Still, this might be your most straightforward rock effort in some time. Is it a release of sorts?

Barrett:Yeah, its something I’ve been wanting to do for a while, but I just needed to find the right people. I don’t really like most of what passes for “rock” these days. Corporate radio and the major labels have somewhat destroyed it. I like many other kinds of new music, but rock seems to be pretty limp at the moment. That makes me kind of mad, actually, but I think we’re just currently in a bad cycle. And everything happens in cycles.

Walking Papers in action. (Photo: Stephanie Savoia)

Going back a cycle: At Slim’s, you played “River of Deceit” with Jeff Rouse at the mic. Is there more Mad Season where that came from?

Barrett: Jeff is a great person and he loves that song very much. I like that the Mad Season songs have become everybody’s songs; that’s the way Layne [Staley] and [John] Baker [Saunders] would have wanted it. Nothing is sacred, which means everything is sacred, and anyone, any band can play those songs now.

To honor our departed brothers, Mike and I oversaw a Mad Season box set, which comes out March 12th, 2013. It contains the re-mastered Above album, the Moore concert on DVD with surround sound, and a bunch of live recordings that we never released. The most exciting stuff: three songs that Mark Lanegan wrote lyrics and sang on, songs that we started to record for the second album but never finished because of Baker’s and Layne’s deaths. One of the songs Peter Buck wrote with us, and the other two are from me and Mike. They are three of the heaviest and most beautiful songs Mad Season did, and I know Layne and Baker will love them.

Many big-time groups only cut one record. Is Walking Papers more permanent?

Barrett: We’ve already written the backbone songs for album two and we have studio sessions booked in late December to start the basic tracks. I don’t see the point in only making one album, because as a band, (supergroup withheld) we’re just getting started. [The next record] will probably land somewhere in late spring/early summer of 2013. The stories will continue.

Will there be changes/additions in personnel?

Barrett: There’s always room for special guests. We love the variety of what people bring to the studio or the stage. Mike McCready is a sonic tornado. The horn players from my jazz group are total cats.
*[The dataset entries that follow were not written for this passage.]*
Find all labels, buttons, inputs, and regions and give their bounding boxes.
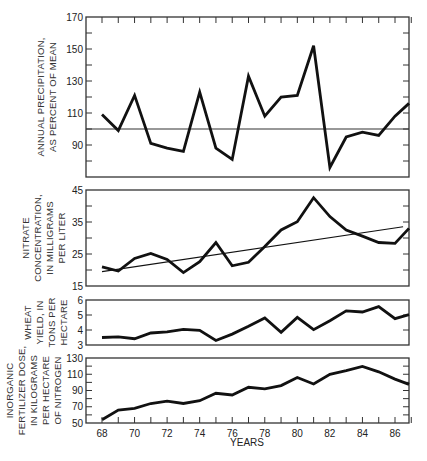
y-axis-title-line: FERTILIZER DOSE,	[16, 346, 27, 436]
data-line-precipitation	[102, 46, 409, 168]
y-axis-title-line: OF NITROGEN	[52, 356, 63, 424]
y-axis-title-line: IN MILLIGRAMS	[44, 201, 55, 274]
y-axis-title-line: TONS PER	[46, 298, 57, 348]
y-tick-label: 50	[72, 418, 84, 429]
y-axis-title-line: PER HECTARE	[40, 356, 51, 425]
y-axis-title-line: NITRATE	[20, 217, 31, 258]
y-tick-label: 45	[72, 185, 84, 196]
y-axis-title-line: CONCENTRATION,	[32, 194, 43, 282]
x-axis-title: YEARS	[230, 437, 264, 448]
y-tick-label: 130	[66, 76, 83, 87]
y-axis-title-line: WHEAT	[22, 305, 33, 340]
y-axis-title-line: AS PERCENT OF MEAN	[47, 42, 58, 152]
data-line-nitrate	[102, 198, 409, 273]
data-line-wheat	[102, 307, 409, 341]
y-tick-label: 35	[72, 217, 84, 228]
y-axis-title-line: IN KILOGRAMS	[28, 355, 39, 426]
y-axis-title-line: HECTARE	[58, 299, 69, 345]
x-tick-label: 82	[324, 428, 336, 439]
x-tick-label: 74	[194, 428, 206, 439]
panel-wheat: 6543WHEATYIELD, INTONS PERHECTARE	[22, 295, 409, 351]
y-tick-label: 6	[77, 295, 83, 306]
y-axis-title-line: INORGANIC	[4, 363, 15, 419]
panel-fertilizer: 130110907050INORGANICFERTILIZER DOSE,IN …	[4, 346, 409, 436]
y-tick-label: 90	[72, 140, 84, 151]
y-tick-label: 15	[72, 281, 84, 292]
x-tick-label: 86	[389, 428, 401, 439]
y-tick-label: 130	[66, 353, 83, 364]
y-tick-label: 25	[72, 249, 84, 260]
x-tick-label: 84	[357, 428, 369, 439]
plot-frame	[86, 190, 409, 286]
y-tick-label: 4	[77, 325, 83, 336]
y-tick-label: 110	[67, 369, 83, 380]
x-axis: 68707274767880828486	[96, 417, 411, 439]
y-tick-label: 90	[72, 385, 84, 396]
y-axis-title-line: PER LITER	[56, 213, 67, 264]
data-line-fertilizer	[102, 367, 409, 420]
stacked-line-charts: 17015013011090ANNUAL PRECIPITATION,AS PE…	[0, 0, 427, 461]
y-axis-title-line: ANNUAL PRECIPITATION,	[35, 37, 46, 156]
y-tick-label: 150	[66, 44, 83, 55]
panel-precipitation: 17015013011090ANNUAL PRECIPITATION,AS PE…	[35, 12, 411, 178]
y-tick-label: 5	[77, 310, 83, 321]
x-tick-label: 68	[96, 428, 108, 439]
y-axis-title-line: YIELD, IN	[34, 300, 45, 344]
trend-line	[102, 227, 403, 272]
x-tick-label: 70	[129, 428, 141, 439]
y-tick-label: 70	[72, 401, 84, 412]
y-tick-label: 3	[77, 340, 83, 351]
x-tick-label: 80	[292, 428, 304, 439]
y-tick-label: 110	[67, 108, 83, 119]
y-tick-label: 170	[66, 12, 83, 23]
x-tick-label: 72	[162, 428, 174, 439]
figure: 17015013011090ANNUAL PRECIPITATION,AS PE…	[0, 0, 427, 461]
panel-nitrate: 45352515NITRATECONCENTRATION,IN MILLIGRA…	[20, 185, 409, 292]
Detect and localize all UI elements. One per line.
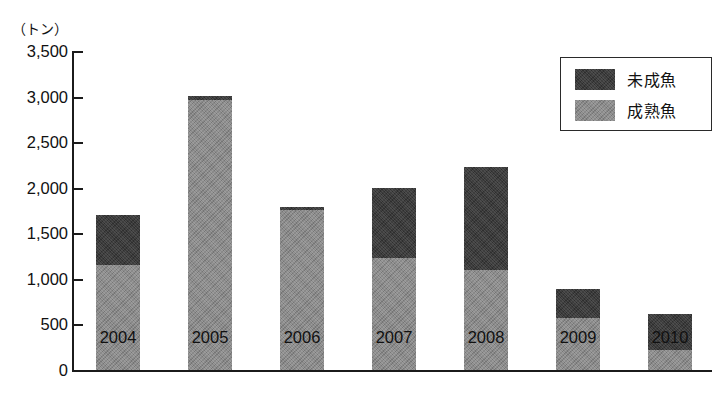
- y-axis-tick: [74, 97, 83, 99]
- bar-segment-immature: [96, 215, 140, 265]
- y-axis-tick: [74, 51, 83, 53]
- bar-segment-mature: [372, 258, 416, 370]
- chart-legend: 未成魚 成熟魚: [560, 57, 712, 131]
- y-axis-tick-label: 1,500: [27, 225, 68, 242]
- legend-swatch-immature: [575, 69, 615, 90]
- y-axis-tick: [74, 142, 83, 144]
- legend-label-immature: 未成魚: [627, 67, 677, 91]
- legend-item-immature: 未成魚: [575, 66, 677, 92]
- bar-segment-mature: [648, 350, 692, 370]
- stacked-bar-chart: （トン） 05001,0001,5002,0002,5003,0003,500 …: [0, 0, 723, 413]
- y-axis-tick: [74, 370, 83, 372]
- x-axis-tick-label: 2006: [262, 328, 342, 347]
- y-axis-tick: [74, 324, 83, 326]
- y-axis-tick-label: 1,000: [27, 271, 68, 288]
- x-axis-tick-label: 2008: [446, 328, 526, 347]
- bar-segment-immature: [464, 167, 508, 270]
- y-axis-tick-label: 0: [59, 362, 68, 379]
- bar-segment-immature: [372, 188, 416, 258]
- x-axis-tick-label: 2005: [170, 328, 250, 347]
- y-axis-tick-label: 3,000: [27, 88, 68, 105]
- x-axis-tick-label: 2009: [538, 328, 618, 347]
- bar-segment-immature: [556, 289, 600, 318]
- y-axis-tick-label: 3,500: [27, 43, 68, 60]
- y-axis-tick: [74, 279, 83, 281]
- x-axis-line: [72, 370, 712, 372]
- legend-swatch-mature: [575, 100, 615, 121]
- legend-item-mature: 成熟魚: [575, 97, 677, 123]
- legend-label-mature: 成熟魚: [627, 98, 677, 122]
- y-axis-tick-label: 2,000: [27, 179, 68, 196]
- y-axis-unit-label: （トン）: [12, 18, 68, 38]
- y-axis-tick: [74, 233, 83, 235]
- x-axis-tick-label: 2007: [354, 328, 434, 347]
- bar-segment-mature: [464, 270, 508, 370]
- y-axis-tick-label: 2,500: [27, 134, 68, 151]
- bar-segment-mature: [96, 265, 140, 370]
- y-axis-tick-label: 500: [40, 316, 68, 333]
- y-axis-tick: [74, 188, 83, 190]
- x-axis-tick-label: 2004: [78, 328, 158, 347]
- x-axis-tick-label: 2010: [630, 328, 710, 347]
- y-axis-line: [72, 51, 74, 371]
I’m sure Jeff and Duff have some ideas. I’ve backed up a lot of female singers in the past and I’d like to hear some [of their] vocals mixed in with Jeff’s. The possibilities are limitless, and that’s because we leave it wide open. We don’t paint a box.

Speaking of boxes, why the tiny Barboza for your record release show? 

Barrett: Part of it was club availability—there’s only so many clubs in Seattle where you can play rock on a weekend night. But we like the tight, intimate shows. It works well with this band. Better to play to a small, packed room than a cave any day.

Jeff Angell: This amazing band called A Leaf already had the date booked, so we jumped at the opportunity to play with them. Beautiful room, good P.A. In music, numbers should be something a band performs, not an exercise in accounting. But man, now that I think about it, it’ll be kinda sad if people can’t get in. I guess we’ll just have to play another show. Maybe a matinee?